Which is the COVID-19 associated embolism, APE or pulmonary artery thrombosis (PAT)?

Studies have shown that the incidence of DVT is significantly lower than that of APE in patients with COVID-19 (Table 4). Consequently, some researchers believe that PAT may be the accurate term for COVID-19 associated embolism [52], [53]54], as thrombi might form de novo in the pulmonary vascular system, rather than originating at a distant site. In addition, the high incidence of alveolar capillary microthrombus in COVID-19 patients [9] might indicate a more significant localized activation of the coagulation system and risk of thrombosis in the lung, rather than a systemic involvement.

Is pulmonary thrombosis associated with right ventricular dysfunction or PH?

Transthoracic echocardiography is a technique commonly used to evaluate right ventricular function in COVID-19 patients [55]. Dweck et al. [56] observed a 33% incidence of right heart dysfunction, a 15% incidence of right ventricular dilatation, and an 8% incidence of PH. Right heart dysfunction and PH in COVID-19 patients are caused by a variety of factors, such as ARDS, increased pulmonary vascular resistance due to hypoxia, and pulmonary thrombosis [11]. Van Dongen and colleagues reported a case of a patient with COVID-19 who developed PH diagnosed by echocardiography, without pulmonary embolism, likely as a result of residual marked pulmonary parenchymal abnormalities in combination with microvascular damage of the pulmonary arteries [57].
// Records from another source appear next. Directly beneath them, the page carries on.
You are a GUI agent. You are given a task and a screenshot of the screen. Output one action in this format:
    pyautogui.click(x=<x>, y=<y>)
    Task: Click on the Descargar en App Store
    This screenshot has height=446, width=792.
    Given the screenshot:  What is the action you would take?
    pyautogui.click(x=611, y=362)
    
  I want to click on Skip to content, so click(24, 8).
Is the absence of a D-dimer component for determining the SIC score reasonable?

The clinical significance of the fibrinolysis system in sepsis-related coagulation diseases merits re-examination. Studies have reported that the fibrinolytic shutdown that occurs in sepsis is characterized by increased plasminogen activator inhibitor 1 activity that leads to a low D-dimer level [58,59]. These results are in contrast to the coagulation changes observed in patients with COVID-19.

Conclusions

In conclusion, PIC is the characteristic coagulopathy in COVID-19 patients. Unlike SIC and DIC, which are manifestations of systemic coagulopathy, PIC is a manifestation of a local coagulation disorder in the lung. The progression from PIC to SIC or DIC in COVID-19 may indicate that a patient's coagulation dysfunction has progressed from local to systemic. In this context, exploring the associated coagulation disease will aid in the understanding of the pathophysiological mechanisms of severe COVID-19.

Conflicts of Interest

The authors declare that they have no known competing financial interests or personal relationships that could have influenced the work reported in this paper.

Funding

This work was supported by the Scientific Project of The Educational Department of Liaoning Province (Grant no. ZF2019010) and China Medical University's COVID-19 prevention- and control-related research projects. The sponsors did not play any role in the study design; collection, analysis, or interpretation of data; writing of the report; or deciding to submit the article for publication.